I've just returned from ELC2007 and
I haven't read all posts in this thread yet,
but I want to comment to this function.
> In AppArmor, we are interested in pathnames relative to the namespace root.
> This is the same as d_path() except for the root where the search ends. Add
> a function for computing the namespace-relative path.
Yes. You came to the same conclusion as TOMOYO Linux does.
http://tomoyo.sourceforge.jp/cgi-bin/lxr/source/fs/realpath.c#L39
TOMOYO Linux uses pathnames relative to the namespace root.
You do this using d_path()'s way, but there needs some extensions
if you want to use d_namespace_path() for access control/auditing purpose.
In Linux, all characters other than NULL can be used in its pathname.
This means that you can't assume that whitespaces are delimiters.
For example, when you process entries in "Access ..... granted/rejected\n" format
(where ..... is a pathname and \n is a carriage return, like "Access /bin/ls granted\n"),
an entry "Access /bin/ls granted\nAccess /bin/cat granted\n" can be produced
if ..... is "/bin/ls granted\nAccess /bin/cat".
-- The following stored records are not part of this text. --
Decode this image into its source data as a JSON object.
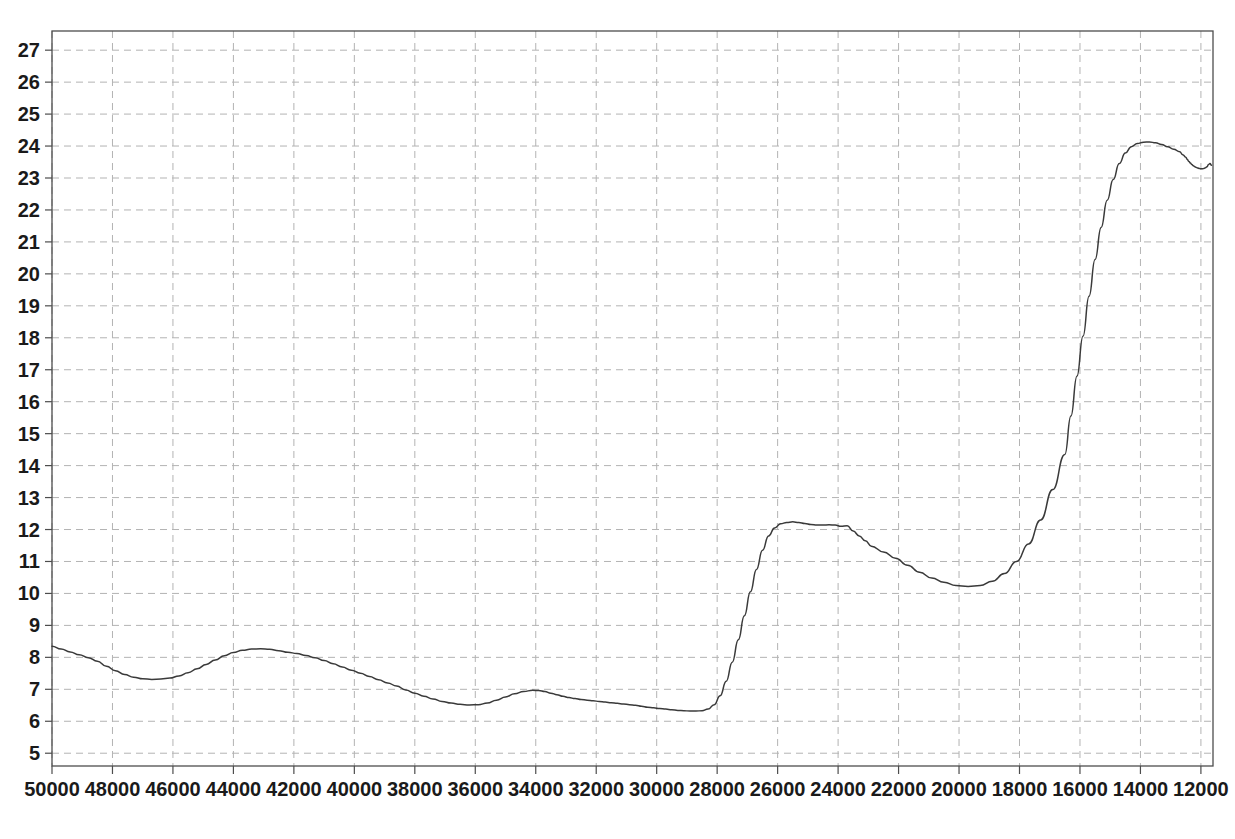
{
  "figure": {
    "name": "spectrum-plot",
    "background_color": "#ffffff",
    "frame_color": "#4d4d4d",
    "grid_color": "#b0b0b0",
    "line_color": "#3a3a3a",
    "caption": ""
  },
  "chart_data": {
    "type": "line",
    "title": "",
    "xlabel": "",
    "ylabel": "",
    "xlim": [
      50000,
      11600
    ],
    "ylim": [
      4.6,
      27.6
    ],
    "x_inverted": true,
    "grid": true,
    "legend": "none",
    "xticks": [
      50000,
      48000,
      46000,
      44000,
      42000,
      40000,
      38000,
      36000,
      34000,
      32000,
      30000,
      28000,
      26000,
      24000,
      22000,
      20000,
      18000,
      16000,
      14000,
      12000
    ],
    "xtick_labels": [
      "50000",
      "48000",
      "46000",
      "44000",
      "42000",
      "40000",
      "38000",
      "36000",
      "34000",
      "32000",
      "30000",
      "28000",
      "26000",
      "24000",
      "22000",
      "20000",
      "18000",
      "16000",
      "14000",
      "12000"
    ],
    "yticks": [
      5,
      6,
      7,
      8,
      9,
      10,
      11,
      12,
      13,
      14,
      15,
      16,
      17,
      18,
      19,
      20,
      21,
      22,
      23,
      24,
      25,
      26,
      27
    ],
    "ytick_labels": [
      "5",
      "6",
      "7",
      "8",
      "9",
      "10",
      "11",
      "12",
      "13",
      "14",
      "15",
      "16",
      "17",
      "18",
      "19",
      "20",
      "21",
      "22",
      "23",
      "24",
      "25",
      "26",
      "27"
    ],
    "series": [
      {
        "name": "spectrum",
        "x": [
          50000,
          49700,
          49400,
          49100,
          48800,
          48500,
          48200,
          47900,
          47600,
          47300,
          47000,
          46700,
          46400,
          46100,
          45800,
          45500,
          45200,
          44900,
          44600,
          44300,
          44000,
          43700,
          43400,
          43100,
          42800,
          42500,
          42200,
          41900,
          41600,
          41300,
          41000,
          40700,
          40400,
          40100,
          39800,
          39500,
          39200,
          38900,
          38600,
          38300,
          38000,
          37700,
          37400,
          37100,
          36800,
          36500,
          36200,
          35900,
          35600,
          35300,
          35000,
          34700,
          34400,
          34100,
          33900,
          33700,
          33500,
          33300,
          33100,
          32900,
          32700,
          32500,
          32300,
          32100,
          31900,
          31700,
          31500,
          31300,
          31100,
          30900,
          30700,
          30500,
          30300,
          30100,
          29900,
          29700,
          29500,
          29300,
          29100,
          28900,
          28700,
          28500,
          28300,
          28100,
          27900,
          27700,
          27500,
          27300,
          27100,
          26900,
          26700,
          26500,
          26300,
          26100,
          25900,
          25700,
          25500,
          25300,
          25100,
          24900,
          24700,
          24500,
          24300,
          24100,
          23900,
          23700,
          23500,
          23300,
          23100,
          22900,
          22500,
          22100,
          21700,
          21300,
          20900,
          20500,
          20100,
          19700,
          19300,
          18900,
          18500,
          18100,
          17700,
          17300,
          16900,
          16500,
          16300,
          16100,
          15900,
          15700,
          15500,
          15300,
          15100,
          14900,
          14700,
          14500,
          14300,
          14100,
          13900,
          13700,
          13500,
          13300,
          13100,
          12900,
          12700,
          12600,
          12500,
          12450,
          12400,
          12350,
          12300,
          12250,
          12200,
          12150,
          12100,
          12050,
          12000,
          11950,
          11900,
          11850,
          11800,
          11750,
          11700,
          11650
        ],
        "y": [
          8.35,
          8.26,
          8.17,
          8.08,
          7.99,
          7.88,
          7.72,
          7.58,
          7.46,
          7.38,
          7.33,
          7.31,
          7.32,
          7.35,
          7.42,
          7.52,
          7.64,
          7.78,
          7.92,
          8.05,
          8.15,
          8.22,
          8.26,
          8.27,
          8.25,
          8.21,
          8.16,
          8.12,
          8.06,
          7.99,
          7.9,
          7.8,
          7.7,
          7.6,
          7.5,
          7.4,
          7.3,
          7.2,
          7.1,
          6.98,
          6.88,
          6.78,
          6.7,
          6.62,
          6.57,
          6.53,
          6.51,
          6.52,
          6.57,
          6.66,
          6.76,
          6.86,
          6.93,
          6.97,
          6.96,
          6.93,
          6.88,
          6.83,
          6.78,
          6.74,
          6.71,
          6.68,
          6.66,
          6.64,
          6.62,
          6.6,
          6.58,
          6.56,
          6.54,
          6.52,
          6.5,
          6.47,
          6.44,
          6.42,
          6.4,
          6.38,
          6.36,
          6.34,
          6.33,
          6.32,
          6.32,
          6.33,
          6.38,
          6.52,
          6.8,
          7.25,
          7.85,
          8.55,
          9.3,
          10.05,
          10.75,
          11.35,
          11.8,
          12.05,
          12.18,
          12.22,
          12.24,
          12.22,
          12.19,
          12.16,
          12.14,
          12.14,
          12.15,
          12.14,
          12.1,
          12.12,
          11.95,
          11.8,
          11.65,
          11.48,
          11.3,
          11.1,
          10.88,
          10.66,
          10.48,
          10.35,
          10.25,
          10.22,
          10.25,
          10.38,
          10.62,
          11.0,
          11.55,
          12.3,
          13.25,
          14.35,
          15.55,
          16.8,
          18.05,
          19.3,
          20.45,
          21.45,
          22.3,
          22.95,
          23.45,
          23.78,
          23.98,
          24.08,
          24.12,
          24.13,
          24.1,
          24.05,
          23.98,
          23.9,
          23.82,
          23.73,
          23.65,
          23.58,
          23.52,
          23.47,
          23.42,
          23.38,
          23.35,
          23.33,
          23.31,
          23.3,
          23.29,
          23.29,
          23.3,
          23.32,
          23.35,
          23.42,
          23.45,
          23.4
        ]
      }
    ],
    "features": {
      "left_start_value": 8.35,
      "first_minimum": {
        "x": 46500,
        "y": 7.31
      },
      "first_maximum": {
        "x": 44900,
        "y": 8.27
      },
      "broad_minimum": {
        "x": 36300,
        "y": 6.51
      },
      "small_bump": {
        "x": 38900,
        "y": 6.97
      },
      "baseline_low": {
        "x": 34200,
        "y": 6.32
      },
      "mid_plateau": {
        "x": 30900,
        "y": 12.24
      },
      "deep_minimum": {
        "x": 28400,
        "y": 10.22
      },
      "main_plateau": {
        "x": 23200,
        "y": 24.13
      },
      "shoulder_plateau": {
        "x": 18000,
        "y": 23.3
      },
      "right_maximum": {
        "x": 12600,
        "y": 25.88
      },
      "terminal_spike_low": {
        "x": 12230,
        "y": 23.05
      },
      "terminal_spike_high": {
        "x": 12100,
        "y": 24.6
      },
      "end_value": 24.1
    }
  },
  "axes": {
    "ytick_labels": [
      "27",
      "26",
      "25",
      "24",
      "23",
      "22",
      "21",
      "20",
      "19",
      "18",
      "17",
      "16",
      "15",
      "14",
      "13",
      "12",
      "11",
      "10",
      "9",
      "8",
      "7",
      "6",
      "5"
    ],
    "xtick_labels": [
      "50000",
      "48000",
      "46000",
      "44000",
      "42000",
      "40000",
      "38000",
      "36000",
      "34000",
      "32000",
      "30000",
      "28000",
      "26000",
      "24000",
      "22000",
      "20000",
      "18000",
      "16000",
      "14000",
      "12000"
    ]
  }
}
Processing such entry will produce wrong result.
Also, you want wildcards (usually "*") when doing pathname comparison,
but there are files that contains wildcards
(for example, "/usr/share/guile/1.6/ice-9/and-let*.scm" in CentOS 4.4).
You need to escape so that you can tell whether "*" indicates
a literal "*" or a wildcard.
Also, in non-English regions, characters that are out of ASCII printable range
are included in its pathname (for example, files created via Samba from Windows client).
Some programs can't handle characters that have MSB bit on,
so you may want to represent all characters without using MSB bit.
It may be OK if you use d_namespace_path() for processing a userland's configuration file,
but it is not OK if you use it for processing a kernel's configuration file.
The kernel has to be able to handle any characters.
So, you may want customized version of d_namespace_path()?